Quiet Riot

David Gray returns to the firebrand roots of his early, unpopular records

David Gray, with Lisa O’Neill 8 p.m. Tuesday, July 5, at the Akron Civic Theatre 182 South Main St., Akron Tickets: $39.50-$65 330-535-3179 ticketmaster.com

Before David Gray became one of the world's biggest adult-alternative pop stars, the English singer-songwriter was making far-from-mainstream folk records. Toiling in obscurity during the early 1990s, Gray released three albums of spiritual, naked roots music where he sang like a wild-eyed poet. He abandoned the style on 1998's White Ladder, which included the acoustic electro hit "Babylon" and catapulted him to fame. Gray has made massive pop records ever since (with sales nearing 12 million), but secretly he'd been yearning to revisit his love for the quiet, emotive folk music of his past.

He finally recorded that nostalgic dream album, Foundling, last year. And he was certain the 11-song set (his ninth overall) would bomb, just like his old folk records. "I said the record wasn't going to sell very many copies because of the kind of record it is," says Gray. "I made a record purely for myself without a thought for the market or all that other bullshit that can enter your head. It's just for me. It's something I've been longing to do."

Gray ended up eating his words. When Foundling was released last August, it debuted at No. 9 on Billboard's Top 200 Albums chart — the highest position of Gray's nearly 20-year career. That success is in stark contrast to the underwhelming appreciation for his first three folk albums, 1993's A Century Ends, 1994's Flesh, and 1996's Sell, Sell, Sell. The roots revival has given Gray the opportunity to not only make music differently, but play it differently too. He's launched a series of intimate acoustic shows called "Lost and Found," which focus on the songs of Foundling. But he's also reinterpreting his entire catalog in concert, with a spotlight on his older, folkier tunes.

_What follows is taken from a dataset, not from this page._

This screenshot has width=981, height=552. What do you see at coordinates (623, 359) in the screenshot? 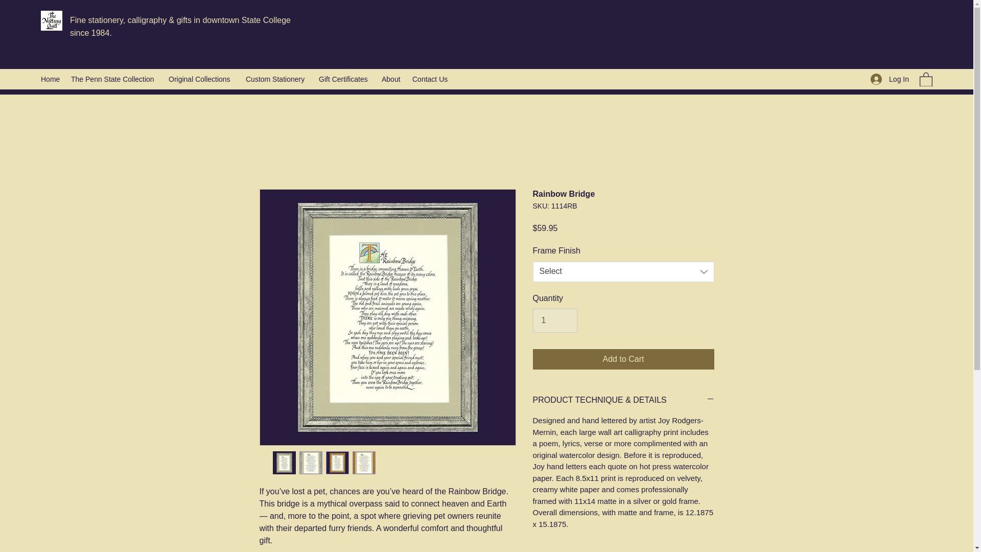
I see `Add to Cart` at bounding box center [623, 359].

Gray and his band are playing old-school instruments onstage — double bass, piano, cello, harmonium — which takes everything "down by about 25 percent," he says. "Sometimes when you play a song gently with a couple of instruments, it just sounds massive. You focus on getting the beautiful sounds out of things — the real sounds, instead of a synthetic equivalent. You cluster everyone onstage so you can dovetail and move gracefully from song to song, like birds flying in formation through the sky."

Foundling has reawakened Gray's muse. Surrounded by pizzicato guitars, lonely pianos, tribal percussion, and astral atmospherics, his voice howls and whispers. Each song sounds like a sonnet, eulogizing birth, abandonment, and the resurrection of love scored to brooding, sweet, and intimate soul music. The title track starts as a solemn death march before erupting with electric guitar, horns, and metaphysical phantasms.

"There are themes of getting old and being born," says Gray. "[And] vulnerability — vulnerability to experience, nakedness in the world. We shroud ourselves in cynicism, in all sorts of spiritual clothes to defend ourselves on a movement-by-moment, day-by-day basis. But really we're just lambs to the slaughter when it comes to the bigger picture."

It can be complicated material for fans, especially casual ones who know Gray from only "Babylon." Songs like "Forgetting" and "When I Was in Your Heart" take patience and a studious ear. But, not so surprisingly, most of the tracks are constructed with gentle grooves, summer production, clever lyrics, and great vocals ("Only the Wine" and "Gossamer Thread" are two of his best).

The new songs were actually written at the same time as 2009's Draw the Line, a lush and loud rock record that is the polar opposite of Foundling's haunting, old beauty. "If you want to look at an album as a form of punctuation," says Gray, "it felt like Foundling for a while would be a full stop and I was going to have to begin an entirely new sentence.

"For me, there's something definitive about this record, but I don't know if I can carry on and make a similar record. I think the best thing I can do is something rather different. What form will that take? I don't know. I'll just have to see when I get there."